There is an interesting parallel, obvious open reflection, between modesty and sense of self. It occurred to me on one particularly lazy Saturday as I sat on a friend’s couch and watched a “real” housewife “find” herself relearning the art of striptease (Sorry for the excessive quotation marks, but I can’t help but feel they are necessary). As her male friends looked on and handed over dollar bills, she boasted that she was finally feeling like herself again. Now, I don’t know what exactly this woman was experiencing, but it is hard to believe it was anything like an actual sense of self. For one who has not felt her soul for a long time, the external validation of her exposed body seemed an ample substitute. And just like that, I felt like I understood pop-culture.

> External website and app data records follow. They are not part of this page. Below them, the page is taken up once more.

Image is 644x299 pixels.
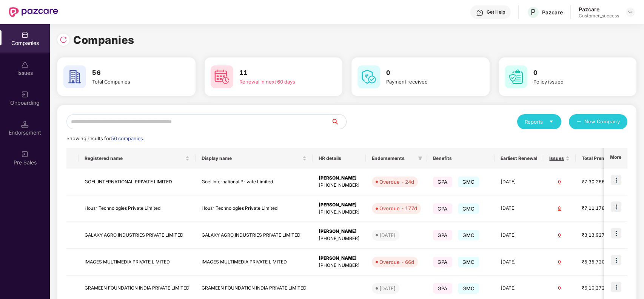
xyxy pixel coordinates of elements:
[549,258,570,265] div: 0
[73,32,135,48] h1: Companies
[458,283,479,294] span: GMC
[63,66,86,88] img: svg+xml;base64,PHN2ZyB4bWxucz0iaHR0cDovL3d3dy53My5vcmcvMjAwMC9zdmciIHdpZHRoPSI2MCIgaGVpZ2h0PSI2MC...
[379,178,414,186] div: Overdue - 24d
[611,228,621,239] img: icon
[211,66,233,88] img: svg+xml;base64,PHN2ZyB4bWxucz0iaHR0cDovL3d3dy53My5vcmcvMjAwMC9zdmciIHdpZHRoPSI2MCIgaGVpZ2h0PSI2MC...
[604,148,628,168] th: More
[543,148,576,168] th: Issues
[319,228,360,235] div: [PERSON_NAME]
[78,148,196,168] th: Registered name
[433,176,453,187] span: GPA
[505,66,527,88] img: svg+xml;base64,PHN2ZyB4bWxucz0iaHR0cDovL3d3dy53My5vcmcvMjAwMC9zdmciIHdpZHRoPSI2MCIgaGVpZ2h0PSI2MC...
[417,154,424,163] span: filter
[549,178,570,186] div: 0
[531,8,536,17] span: P
[196,168,313,195] td: Goel International Private Limited
[576,148,625,168] th: Total Premium
[78,168,196,195] td: GOEL INTERNATIONAL PRIVATE LIMITED
[494,195,543,222] td: [DATE]
[582,178,620,186] div: ₹7,30,266.6
[319,255,360,262] div: [PERSON_NAME]
[433,230,453,240] span: GPA
[21,61,28,69] img: svg+xml;base64,PHN2ZyBpZD0iSXNzdWVzX2Rpc2FibGVkIiB4bWxucz0iaHR0cDovL3d3dy53My5vcmcvMjAwMC9zdmciIH...
[319,262,360,269] div: [PHONE_NUMBER]
[433,257,453,267] span: GPA
[240,78,321,85] div: Renewal in next 60 days
[85,155,184,161] span: Registered name
[549,119,554,124] span: caret-down
[542,9,563,16] div: Pazcare
[582,284,620,291] div: ₹6,10,272.4
[9,7,58,17] img: New Pazcare Logo
[549,205,570,212] div: 8
[582,205,620,212] div: ₹7,11,178.92
[458,176,479,187] span: GMC
[549,232,570,239] div: 0
[21,91,28,98] img: svg+xml;base64,PHN2ZyB3aWR0aD0iMjAiIGhlaWdodD0iMjAiIHZpZXdCb3g9IjAgMCAyMCAyMCIgZmlsbD0ibm9uZSIgeG...
[92,68,174,78] h3: 56
[60,36,67,44] img: svg+xml;base64,PHN2ZyBpZD0iUmVsb2FkLTMyeDMyIiB4bWxucz0iaHR0cDovL3d3dy53My5vcmcvMjAwMC9zdmciIHdpZH...
[196,195,313,222] td: Housr Technologies Private Limited
[525,118,554,125] div: Reports
[240,68,321,78] h3: 11
[534,78,616,85] div: Policy issued
[372,155,415,161] span: Endorsements
[319,235,360,242] div: [PHONE_NUMBER]
[78,222,196,248] td: GALAXY AGRO INDUSTRIES PRIVATE LIMITED
[331,114,346,129] button: search
[582,155,614,161] span: Total Premium
[331,118,346,125] span: search
[386,68,468,78] h3: 0
[494,148,543,168] th: Earliest Renewal
[67,136,144,141] span: Showing results for
[418,156,422,161] span: filter
[379,284,396,292] div: [DATE]
[611,255,621,265] img: icon
[458,230,479,240] span: GMC
[458,203,479,214] span: GMC
[549,284,570,291] div: 0
[476,9,484,17] img: svg+xml;base64,PHN2ZyBpZD0iSGVscC0zMngzMiIgeG1sbnM9Imh0dHA6Ly93d3cudzMub3JnLzIwMDAvc3ZnIiB3aWR0aD...
[427,148,494,168] th: Benefits
[611,201,621,212] img: icon
[319,182,360,189] div: [PHONE_NUMBER]
[379,231,396,239] div: [DATE]
[579,13,619,19] div: Customer_success
[379,204,417,212] div: Overdue - 177d
[78,195,196,222] td: Housr Technologies Private Limited
[21,150,28,158] img: svg+xml;base64,PHN2ZyB3aWR0aD0iMjAiIGhlaWdodD0iMjAiIHZpZXdCb3g9IjAgMCAyMCAyMCIgZmlsbD0ibm9uZSIgeG...
[319,175,360,182] div: [PERSON_NAME]
[386,78,468,85] div: Payment received
[379,258,414,265] div: Overdue - 66d
[202,155,301,161] span: Display name
[196,148,313,168] th: Display name
[611,175,621,185] img: icon
[579,6,619,13] div: Pazcare
[196,248,313,275] td: IMAGES MULTIMEDIA PRIVATE LIMITED
[21,121,28,128] img: svg+xml;base64,PHN2ZyB3aWR0aD0iMTQuNSIgaGVpZ2h0PSIxNC41IiB2aWV3Qm94PSIwIDAgMTYgMTYiIGZpbGw9Im5vbm...
[577,119,581,125] span: plus
[582,258,620,265] div: ₹5,35,720
[494,168,543,195] td: [DATE]
[487,9,505,15] div: Get Help
[313,148,366,168] th: HR details
[196,222,313,248] td: GALAXY AGRO INDUSTRIES PRIVATE LIMITED
[319,208,360,216] div: [PHONE_NUMBER]
[78,248,196,275] td: IMAGES MULTIMEDIA PRIVATE LIMITED
[494,222,543,248] td: [DATE]
[628,9,634,15] img: svg+xml;base64,PHN2ZyBpZD0iRHJvcGRvd24tMzJ4MzIiIHhtbG5zPSJodHRwOi8vd3d3LnczLm9yZy8yMDAwL3N2ZyIgd2...
[319,201,360,208] div: [PERSON_NAME]
[21,31,28,38] img: svg+xml;base64,PHN2ZyBpZD0iQ29tcGFuaWVzIiB4bWxucz0iaHR0cDovL3d3dy53My5vcmcvMjAwMC9zdmciIHdpZHRoPS...
[569,114,628,129] button: plusNew Company
[611,282,621,292] img: icon
[549,155,564,161] span: Issues
[458,257,479,267] span: GMC
[584,118,620,125] span: New Company
[494,248,543,275] td: [DATE]
[534,68,616,78] h3: 0
[582,232,620,239] div: ₹3,13,927.2
[357,66,380,88] img: svg+xml;base64,PHN2ZyB4bWxucz0iaHR0cDovL3d3dy53My5vcmcvMjAwMC9zdmciIHdpZHRoPSI2MCIgaGVpZ2h0PSI2MC...
[433,203,453,214] span: GPA
[111,136,144,141] span: 56 companies.
[92,78,174,85] div: Total Companies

Modesty is a pretty well-forgotten virtue. The word itself feels prudish and outdated, something to be considered for your grandmother’s sake at family gatherings. Even in a religious subculture that intends to value it, it has, to most, come to refer simply to how much fabric you have managed to put on yourself or knowing when not to mention your own accomplishments. But as I watched this sad woman complete her empty quest for self-esteem, I wondered if we had entirely forgotten the virtue of real modesty.
Between secular culture’s complete ignorance of the subject, and religious people relegating the idea to necklines and hems, we seem to have lost modesty’s true value. Some virtues are good onto themselves, but modesty is a mean to an end (or several). Though we often talk of how it protects others from lust, annoyance, or envy, we forget that one’s modesty is actually much better at protecting oneself. Modesty is, at its core, the protection of what is personal and private. This is true as much of one’s internal world as it is of one’s body. In protecting yourself through the exercise of modesty, you say, “God and I know who I am and what I am worth, and that judgment is enough.”

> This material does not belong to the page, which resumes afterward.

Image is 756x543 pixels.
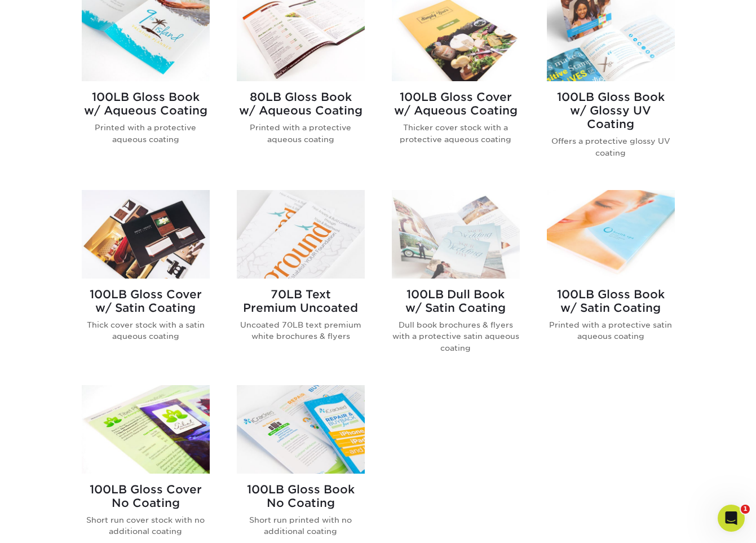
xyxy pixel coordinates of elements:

Modesty has the power to harbor your dreams and goals until their fruition, keeping them from death through over-exposure, bad counsel, or malice. It keeps your body protected and preserved for its proper use in family life, as well as providing you with a tangible sense that you belong only to those whom you have expressly devoted yourself to.
As I developed this idea in my mind I became convicted of how sorely and extremely we are missing it. A modest culture could support few reality TV shows, for one. There could be no Jersey Shore, where people seem to exist entirely for the amount of exposure they can conger. Books would need to be about ideas and stories again, rather than whose face is on the cover and what sordid details of their life we have yet to learn. Some clothing lines would cease to exist entirely if teenagers weren’t seeking to expose themselves, whole cable networks would no longer have programming, and celebrity magazines would have little to print—in fact, our idea of celebrity would probably have to be fundamentally changed.
At the core of this change would be an elimination of a whole lot of noise. With less of the external validation that can come from over-exposure, we might just be forced to look inward, endeavoring to see ourselves as we are before God, the actual self behind what we choose to display. And many—like the housewife-cum-stripper—would find nothing there.